General Robert E. Lee, Charles  Lindbergh, and Ernest Hemingway were among the names of great Americans I listed in a London Spectator article quite a long time ago. Needless to say, if one were to mention these names today in an American publication or news program, all hell would break loose, and the name-dropper would instantly become a nonperson.

The left-dominated, nihilist academic establishment and pop culture of today, supported by the laughable “mainstream media,” have turned this once-great nation into a collection of identity politics and grievances. Common sense has been replaced by crazed theories about subconscious prejudices, and promoting social justice is the frenzied order of the day.

Hence I was pleasantly surprised when PBS announced that it was showing a six-hour documentary by Ken Burns and Lynn Novick on Ernest “Papa” Hemingway, an event that the degenerate New York Times predictably called “subversive.” Burns and Novick have done in-depth series on baseball and Vietnam, not to mention the Civil War, so I wasn’t worried even after the decadent paper-of-record asked, “Why Hemingway now?” When masculinity, patriotism, courage, and beautiful, graceful writing are all under attack by the effete, nerdy, asexual freaks who pose as cultural gatekeepers at The Times, I say,“Why not Hemingway now?”

Hemingway was to spartan American prose what he claimed Mark Twain was to the American novel: its father. Not even today’s degenerates can deny that he invented the clean, lucid prose style of modern fiction, which he accompanied with the virile swagger of his personality. His macho bluster is scorned in today’s feminized world, but he was as brave as they come, having been seriously wounded at age 18 and under fire time and again in both world wars and during the Spanish Civil War.

I first spotted Papa swaggering down Fifth Avenue when I was home from boarding school during the 1954 holidays. I followed him, and to my delight he entered El Borracho, a restaurant off of Fifth where my parents used to take me regularly. It was nearly empty, and he sat at the bar. I approached, introduced myself as a great fan of his, named my prep school, and he offered me drinks. I had three whiskey sours and got completely soused. The barman hadn’t dared deny him despite me being underage.

We discussed The Snows of Kilimanjaro and The Sun Also Rises. Then he suddenly asked for the bill, tapped me on the shoulder, and was gone. I walked up Fifth toward home, and I remember my mother’s shock at finding me drunk at three in the afternoon. She was no fan of America, its familiarities, and its manners. The next day I went to Dunhill Tailors and ordered a brown tweed suit just like the one Papa was wearing. (It was very itchy.) Three days later it was all over. The New York Post exposed my new best friend as a total phony. The real Papa was in Venice. To say I was crestfallen would be a gross understatement. 

The new Burns documentary has no gauzy, nostalgic patina tinting the text. But it deftly convinces the viewer how literature was, and still is, shaped by Hemingway’s ideas of clarity and brevity. He stripped away the florid style employed by Henry James and Edith Wharton, and instilled his macho manliness into the power of his pen. The drumbeat rhythms and lyric beauty of his writing style turned millions of readers into little Hemingways, copying him in writing and in conversation. It established the enduring myth of the man.

Reading the “Polemics & Exchanges” section of last month’s Chronicles, I noticed the objections of certain readers over true versus false conservatism, and the editors’ response. Papa was no conservative in its present form, but manliness, truth, courage, grace in the face of danger, patriotism, and love of country are conservative traits, and he had them all. Reevaluating icons is now the order of the day, and Papa Hemingway is everything the left hates and fears. In my book, that alone makes him a great conservative, at least in spirit. Like Norman Mailer, Irwin Shaw, and James Jones, Papa had seen action in war, and that separates him from the effete creatures who now pass as writers. He was brainy, yet brawny—a far cry from, say, Proust. 

The publisher Charles Scribner III compared F. Scott Fitzgerald with Strauss, and Hemingway, by contrast, with Stravinsky. His stark, staccato prose, its tonality, was modernity itself. I remember reading of his death in 1961 while sitting in my aunt’s Athenian garden. Never have I wanted anything more than to become a writer like him, an unfulfilled wish by a mile, but one that shaped my life. Papa chased beautiful women and drank like a Karamazov, but never flinched in the face of danger and took his lumps uncomplaining. Head traumas after numerous accidents did him in.

I couldn’t watch the end of the documentary, but I did. I hope the present lot at The Times did, too, and stayed safe and warm in their nappies.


▶ **EXERCISE DETAILS**
Skip every picture. Print each line from the one containing "For every button, label, input, icon, or" through the end of the records below, word for word.

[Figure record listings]
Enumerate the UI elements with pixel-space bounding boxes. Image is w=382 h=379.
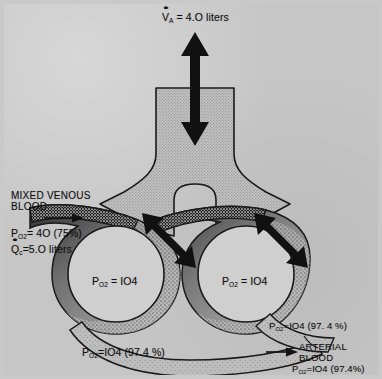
capillary-flow-label: Qc=5.O liters: [11, 244, 72, 256]
alveolar-ventilation-value: = 4.O liters: [174, 11, 229, 23]
o2-subscript: O2: [18, 233, 27, 240]
venous-po2-label: PO2= 4O (75%): [11, 228, 82, 240]
alveolus-right-value: = IO4: [238, 275, 268, 287]
pulmonary-vein-right-value: =IO4 (97. 4 %): [283, 320, 346, 331]
figure-canvas: VA = 4.O liters MIXED VENOUS BLOOD PO2= …: [0, 0, 382, 379]
venous-po2-value: = 4O (75%): [27, 227, 82, 239]
arterial-line2: BLOOD: [299, 353, 347, 364]
alveolus-left-value: = IO4: [108, 275, 138, 287]
alveolar-ventilation-label: VA = 4.O liters: [162, 12, 229, 24]
alveolus-right-label: PO2 = IO4: [222, 276, 267, 288]
arterial-po2-value: =IO4 (97.4%): [306, 363, 364, 374]
v-dot-symbol: V: [162, 11, 169, 23]
mixed-venous-line1: MIXED VENOUS: [11, 190, 91, 201]
capillary-flow-value: =5.O liters: [23, 243, 72, 255]
mixed-venous-line2: BLOOD: [11, 201, 91, 212]
arterial-po2-label: PO2=IO4 (97.4%): [292, 364, 364, 375]
figure-frame: VA = 4.O liters MIXED VENOUS BLOOD PO2= …: [4, 4, 378, 375]
arterial-blood-label: ARTERIAL BLOOD: [299, 342, 347, 363]
q-dot-symbol: Q: [11, 243, 19, 255]
pulmonary-vein-right-label: PO2=IO4 (97. 4 %): [269, 321, 347, 332]
o2-subscript: O2: [99, 281, 108, 288]
pulmonary-vein-bottom-value: =IO4 (97.4 %): [98, 346, 165, 358]
o2-subscript: O2: [229, 281, 238, 288]
mixed-venous-blood-label: MIXED VENOUS BLOOD: [11, 190, 91, 212]
alveolus-left: [68, 226, 164, 322]
pulmonary-vein-bottom-label: PO2=IO4 (97.4 %): [82, 347, 165, 359]
o2-subscript: O2: [89, 352, 98, 359]
alveolus-left-label: PO2 = IO4: [92, 276, 137, 288]
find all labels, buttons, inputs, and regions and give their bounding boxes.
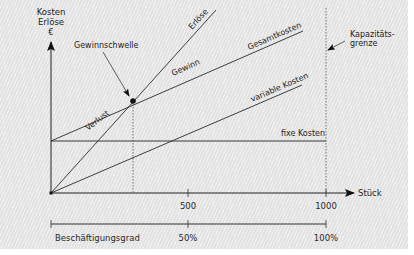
origin-point <box>50 192 53 195</box>
variable-costs-line <box>51 85 302 193</box>
x-axis-label: Stück <box>358 188 382 198</box>
breakeven-point <box>130 98 136 104</box>
loss-region-label: Verlust <box>84 108 111 132</box>
utilization-tick-label-50: 50% <box>179 233 198 243</box>
variable-costs-label: variable Kosten <box>249 71 309 104</box>
breakeven-pointer-arrow <box>103 52 129 96</box>
total-costs-label: Gesamtkosten <box>246 21 302 52</box>
fixed-costs-label: fixe Kosten <box>281 129 325 138</box>
capacity-label-line2: grenze <box>350 39 377 48</box>
x-tick-label-1000: 1000 <box>315 201 337 211</box>
capacity-label-line1: Kapazitäts- <box>350 30 395 39</box>
revenue-label: Erlöse <box>187 7 210 31</box>
break-even-diagram: Kosten Erlöse € Stück Kapazitäts- grenze… <box>0 0 414 255</box>
utilization-axis-label: Beschäftigungsgrad <box>55 233 140 243</box>
y-axis-label-line3: € <box>48 27 53 37</box>
profit-region-label: Gewinn <box>170 57 201 77</box>
x-tick-label-500: 500 <box>180 201 196 211</box>
y-axis-label-line2: Erlöse <box>38 17 64 27</box>
breakeven-label: Gewinnschwelle <box>74 41 139 50</box>
capacity-pointer-arrow <box>328 41 345 50</box>
utilization-tick-label-100: 100% <box>314 233 338 243</box>
y-axis-label-line1: Kosten <box>37 7 66 17</box>
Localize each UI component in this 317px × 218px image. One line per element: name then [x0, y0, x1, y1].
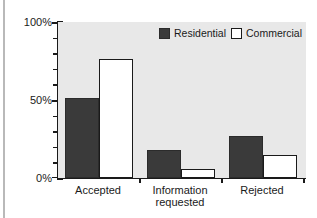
y-tick-30	[53, 131, 58, 133]
legend-entry-residential: Residential	[159, 28, 226, 39]
y-tick-90	[53, 38, 58, 40]
x-tick-group-divider-2	[221, 178, 223, 183]
x-axis-label-rejected: Rejected	[221, 184, 303, 196]
x-axis-label-information-requested-line-2: requested	[139, 196, 221, 208]
y-tick-100	[52, 22, 58, 24]
y-axis-label-100: 100%	[14, 17, 52, 28]
x-axis-label-accepted-line-1: Accepted	[57, 184, 139, 196]
y-tick-70	[53, 69, 58, 71]
bar-chart-figure: 100% 50% 0%	[0, 0, 317, 218]
legend-label-commercial: Commercial	[246, 28, 302, 39]
x-axis-label-rejected-line-1: Rejected	[221, 184, 303, 196]
bar-residential-rejected	[229, 136, 263, 178]
x-tick-group-divider-3	[303, 178, 305, 183]
bar-commercial-rejected	[263, 155, 297, 178]
page-edge-rule	[3, 0, 5, 218]
x-axis-label-accepted: Accepted	[57, 184, 139, 196]
y-tick-20	[53, 147, 58, 149]
y-axis-label-50: 50%	[14, 95, 52, 106]
bar-commercial-accepted	[99, 59, 133, 178]
legend-label-residential: Residential	[174, 28, 226, 39]
x-tick-group-divider-1	[139, 178, 141, 183]
y-tick-10	[53, 162, 58, 164]
y-tick-80	[53, 53, 58, 55]
x-axis-label-information-requested-line-1: Information	[139, 184, 221, 196]
legend-entry-commercial: Commercial	[231, 28, 302, 39]
legend-swatch-commercial-icon	[231, 28, 242, 39]
legend-swatch-residential-icon	[159, 28, 170, 39]
y-tick-0	[52, 177, 58, 179]
y-tick-50	[52, 100, 58, 102]
x-axis-label-information-requested: Information requested	[139, 184, 221, 208]
bar-commercial-information-requested	[181, 169, 215, 178]
chart-legend: Residential Commercial	[159, 28, 302, 39]
bar-residential-information-requested	[147, 150, 181, 178]
y-tick-40	[53, 116, 58, 118]
bar-residential-accepted	[65, 98, 99, 178]
y-axis-label-0: 0%	[14, 173, 52, 184]
plot-area: Residential Commercial	[57, 22, 306, 179]
y-axis-bottom-cap	[57, 178, 63, 180]
y-tick-60	[53, 84, 58, 86]
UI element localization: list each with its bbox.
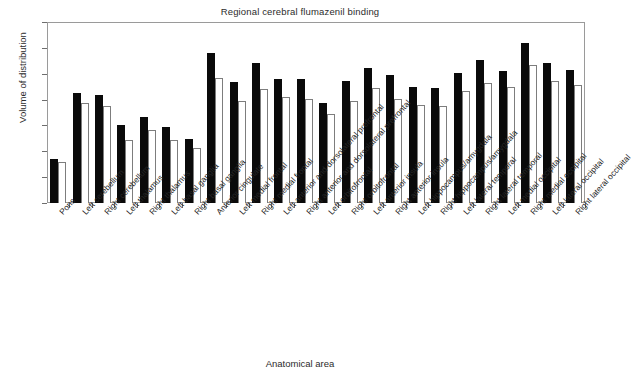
bar-group[interactable]: [47, 22, 69, 203]
chart-title: Regional cerebral flumazenil binding: [0, 6, 600, 17]
bar-series-2[interactable]: [58, 162, 66, 203]
bar-series-1[interactable]: [73, 93, 81, 203]
x-axis-label: Anatomical area: [0, 358, 600, 369]
bar-group[interactable]: [69, 22, 91, 203]
bar-series-2[interactable]: [81, 103, 89, 203]
bar-series-1[interactable]: [252, 63, 260, 203]
bar-series-1[interactable]: [476, 60, 484, 204]
bar-series-1[interactable]: [50, 159, 58, 203]
y-axis-label: Volume of distribution: [17, 18, 28, 138]
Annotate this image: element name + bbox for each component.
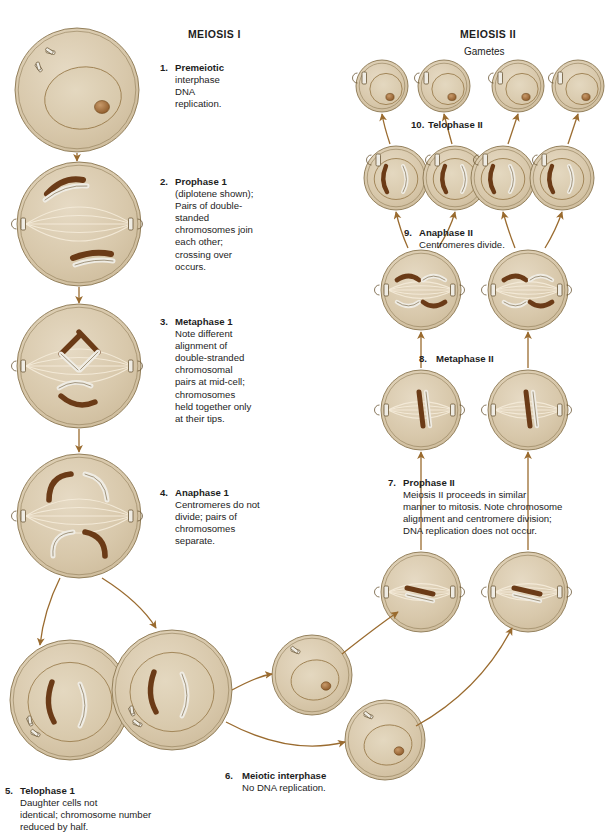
telophase-2-cell-right-b	[530, 146, 594, 210]
centriole-satellite	[12, 219, 17, 229]
meiotic-interphase-cell-upper	[272, 635, 352, 715]
step-10-title: Telophase II	[428, 119, 483, 130]
step-10-number: 10.	[411, 119, 424, 131]
prophase-2-cell-right	[482, 552, 572, 632]
anaphase-1-cell	[12, 454, 143, 578]
centriole-body	[558, 284, 563, 296]
step-7-line-2: manner to mitosis. Note chromosome	[403, 501, 562, 512]
step-4-title: Anaphase 1	[175, 487, 229, 498]
nucleolus	[321, 682, 331, 690]
step-2-line-7: occurs.	[175, 261, 206, 272]
step-3-title: Metaphase 1	[175, 316, 233, 327]
nuclear-envelope	[28, 662, 112, 741]
step-2-caption: 2. Prophase 1 (diplotene shown); Pairs o…	[160, 176, 285, 273]
step-3-line-8: at their tips.	[175, 413, 225, 424]
step-7-line-3: alignment and centromere division;	[403, 513, 552, 524]
prophase-2-cell-left	[375, 552, 465, 632]
centriole-body	[21, 218, 26, 230]
nucleolus	[386, 93, 394, 100]
nucleolus	[582, 93, 590, 100]
step-4-line-2: divide; pairs of	[175, 511, 237, 522]
gamete-cell-4	[549, 60, 605, 112]
nucleolus	[448, 93, 456, 100]
step-8-caption: 8. Metaphase II	[419, 353, 494, 365]
centriole-body	[491, 404, 496, 416]
step-1-title: Premeiotic	[175, 62, 224, 73]
step-5-line-2: identical; chromosome number	[20, 809, 151, 820]
step-2-line-1: (diplotene shown);	[175, 188, 253, 199]
flow-arrow	[342, 612, 398, 654]
meiosis-2-heading: MEIOSIS II	[460, 28, 516, 40]
flow-arrow	[508, 114, 518, 144]
step-7-line-1: Meiosis II proceeds in similar	[403, 489, 526, 500]
step-2-number: 2.	[160, 176, 168, 188]
centriole-satellite	[482, 405, 487, 415]
step-7-title: Prophase II	[403, 477, 455, 488]
step-5-line-3: reduced by half.	[20, 821, 88, 832]
step-2-line-6: crossing over	[175, 249, 232, 260]
flow-arrow	[40, 578, 60, 645]
metaphase-1-cell	[12, 304, 143, 428]
step-7-line-4: DNA replication does not occur.	[403, 525, 537, 536]
nucleolus	[95, 101, 110, 114]
gametes-label: Gametes	[464, 46, 505, 57]
meiotic-interphase-cell-lower	[345, 700, 425, 780]
centriole-body	[491, 284, 496, 296]
flow-arrow	[568, 114, 578, 144]
step-9-caption: 9. Anaphase II Centromeres divide.	[404, 227, 564, 251]
centriole-satellite	[482, 587, 487, 597]
step-3-caption: 3. Metaphase 1 Note different alignment …	[160, 316, 290, 425]
centriole-body	[376, 154, 381, 166]
centriole-body	[129, 218, 134, 230]
metaphase-2-cell-left	[375, 370, 465, 450]
step-2-line-4: chromosomes join	[175, 224, 253, 235]
centriole-satellite	[375, 285, 380, 295]
telophase-1-cell-left	[10, 640, 130, 760]
centriole-body	[498, 72, 503, 84]
centriole-body	[384, 404, 389, 416]
step-4-line-3: chromosomes	[175, 523, 235, 534]
step-6-title: Meiotic interphase	[242, 770, 326, 781]
step-10-caption: 10. Telophase II	[411, 119, 483, 131]
flow-arrow	[232, 674, 272, 690]
centriole-body	[542, 154, 547, 166]
step-1-line-2: DNA	[175, 86, 195, 97]
step-3-line-2: alignment of	[175, 340, 227, 351]
step-5-line-1: Daughter cells not	[20, 797, 97, 808]
step-5-number: 5.	[5, 785, 13, 797]
centriole-satellite	[12, 511, 17, 521]
centriole-satellite	[375, 405, 380, 415]
centriole-body	[21, 510, 26, 522]
centriole-body	[558, 72, 563, 84]
centriole-body	[451, 586, 456, 598]
step-3-line-6: chromosomes	[175, 389, 235, 400]
nucleolus	[522, 93, 530, 100]
step-9-number: 9.	[404, 227, 412, 239]
centriole-satellite	[482, 285, 487, 295]
step-2-line-2: Pairs of double-	[175, 200, 242, 211]
step-8-title: Metaphase II	[436, 353, 494, 364]
step-9-line-1: Centromeres divide.	[419, 239, 505, 250]
telophase-1-cell-right	[112, 630, 232, 750]
step-8-number: 8.	[419, 353, 427, 365]
prophase-1-cell	[12, 162, 143, 286]
anaphase-2-cell-right	[482, 250, 572, 330]
premeiotic-interphase-cell	[15, 28, 139, 152]
centriole-rod-b	[28, 716, 32, 724]
step-4-number: 4.	[160, 487, 168, 499]
centriole-body	[558, 404, 563, 416]
telophase-2-cell-right-a	[471, 146, 535, 210]
flow-arrow	[226, 722, 345, 746]
step-7-number: 7.	[388, 477, 396, 489]
step-6-line-1: No DNA replication.	[242, 782, 326, 793]
step-7-caption: 7. Prophase II Meiosis II proceeds in si…	[388, 477, 610, 537]
step-2-line-5: each other;	[175, 236, 223, 247]
telophase-2-cell-left-a	[364, 146, 428, 210]
centriole-body	[129, 510, 134, 522]
step-6-number: 6.	[225, 770, 233, 782]
step-2-line-3: standed	[175, 212, 209, 223]
centriole-rod-b	[130, 706, 134, 714]
centriole-body	[21, 360, 26, 372]
step-1-caption: 1. Premeiotic interphase DNA replication…	[160, 62, 280, 110]
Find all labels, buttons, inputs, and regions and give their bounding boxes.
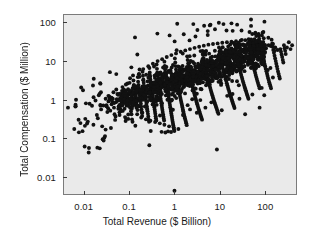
y-tick-label: 0.01 [37, 172, 56, 183]
x-tick-mark [220, 191, 221, 195]
y-tick-mark [63, 61, 67, 62]
x-tick-mark [129, 191, 130, 195]
y-tick-mark [63, 138, 67, 139]
x-tick-mark [265, 191, 266, 195]
x-tick-label: 0.1 [122, 201, 136, 212]
scatter-points-canvas [63, 14, 297, 195]
x-axis-title: Total Revenue ($ Billion) [0, 216, 314, 227]
y-tick-mark [63, 100, 67, 101]
x-tick-label: 10 [214, 201, 225, 212]
x-tick-mark [84, 191, 85, 195]
y-tick-label: 100 [40, 16, 56, 27]
scatter-plot-figure: 1001010.10.01 0.010.1110100 Total Revenu… [0, 0, 314, 245]
y-tick-mark [63, 22, 67, 23]
x-tick-label: 1 [172, 201, 177, 212]
x-tick-label: 0.01 [74, 201, 93, 212]
y-axis-title: Total Compensation ($ Million) [19, 25, 30, 195]
y-tick-mark [63, 177, 67, 178]
x-tick-label: 100 [257, 201, 273, 212]
x-tick-mark [174, 191, 175, 195]
y-tick-label: 1 [51, 94, 56, 105]
y-tick-label: 10 [45, 55, 56, 66]
plot-area [63, 14, 297, 195]
y-tick-label: 0.1 [42, 133, 56, 144]
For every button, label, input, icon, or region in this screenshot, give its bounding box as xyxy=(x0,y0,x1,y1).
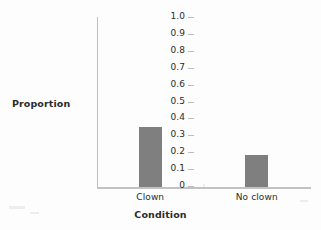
y-axis-tick-mark xyxy=(188,152,194,153)
y-axis-tick-mark xyxy=(188,85,194,86)
y-axis-tick-mark xyxy=(188,51,194,52)
y-axis-tick-label: 0.4 xyxy=(152,112,185,122)
y-axis-tick-mark xyxy=(188,135,194,136)
y-axis-tick-label: 0.8 xyxy=(152,45,185,55)
bar xyxy=(139,127,162,187)
y-axis-tick-label: 0.7 xyxy=(152,62,185,72)
y-axis-tick-mark xyxy=(188,34,194,35)
bar-chart: Proportion 1.00.90.80.70.60.50.40.30.20.… xyxy=(0,0,321,230)
x-axis-title: Condition xyxy=(0,209,321,220)
y-axis-tick-label: 0.9 xyxy=(152,28,185,38)
plot-area: 1.00.90.80.70.60.50.40.30.20.10 xyxy=(97,18,310,187)
y-axis-tick-mark xyxy=(188,17,194,18)
y-axis-tick-mark xyxy=(188,186,194,187)
y-axis-tick-mark xyxy=(188,68,194,69)
y-axis-title: Proportion xyxy=(12,98,70,109)
bar xyxy=(245,155,268,187)
x-axis-line xyxy=(97,187,311,189)
y-axis-tick-mark xyxy=(188,102,194,103)
x-axis-category-label: No clown xyxy=(212,192,302,202)
y-axis-tick-mark xyxy=(188,118,194,119)
y-axis-tick-label: 0.6 xyxy=(152,79,185,89)
y-axis-tick-mark xyxy=(188,169,194,170)
y-axis-tick-label: 0.5 xyxy=(152,96,185,106)
x-axis-category-label: Clown xyxy=(105,192,195,202)
y-axis-tick-label: 1.0 xyxy=(152,11,185,21)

▶ **ANSWER SPACE**
For every button, label, input, icon, or region in this screenshot, give its bounding box as xyxy=(x0,y0,x1,y1).
y-axis-tick-mark xyxy=(188,152,194,153)
y-axis-tick-mark xyxy=(188,85,194,86)
y-axis-tick-mark xyxy=(188,51,194,52)
y-axis-tick-label: 0.4 xyxy=(152,112,185,122)
y-axis-tick-mark xyxy=(188,135,194,136)
y-axis-tick-label: 0.8 xyxy=(152,45,185,55)
bar xyxy=(139,127,162,187)
y-axis-tick-label: 0.7 xyxy=(152,62,185,72)
y-axis-tick-mark xyxy=(188,34,194,35)
bar-chart: Proportion 1.00.90.80.70.60.50.40.30.20.… xyxy=(0,0,321,230)
x-axis-title: Condition xyxy=(0,209,321,220)
y-axis-tick-label: 0.9 xyxy=(152,28,185,38)
plot-area: 1.00.90.80.70.60.50.40.30.20.10 xyxy=(97,18,310,187)
y-axis-tick-mark xyxy=(188,17,194,18)
y-axis-tick-mark xyxy=(188,186,194,187)
y-axis-tick-mark xyxy=(188,68,194,69)
y-axis-title: Proportion xyxy=(12,98,70,109)
bar xyxy=(245,155,268,187)
x-axis-line xyxy=(97,187,311,189)
y-axis-tick-mark xyxy=(188,102,194,103)
x-axis-category-label: No clown xyxy=(212,192,302,202)
y-axis-tick-mark xyxy=(188,118,194,119)
y-axis-tick-label: 0.6 xyxy=(152,79,185,89)
y-axis-tick-mark xyxy=(188,169,194,170)
y-axis-tick-label: 0.5 xyxy=(152,96,185,106)
x-axis-category-label: Clown xyxy=(105,192,195,202)
y-axis-tick-label: 1.0 xyxy=(152,11,185,21)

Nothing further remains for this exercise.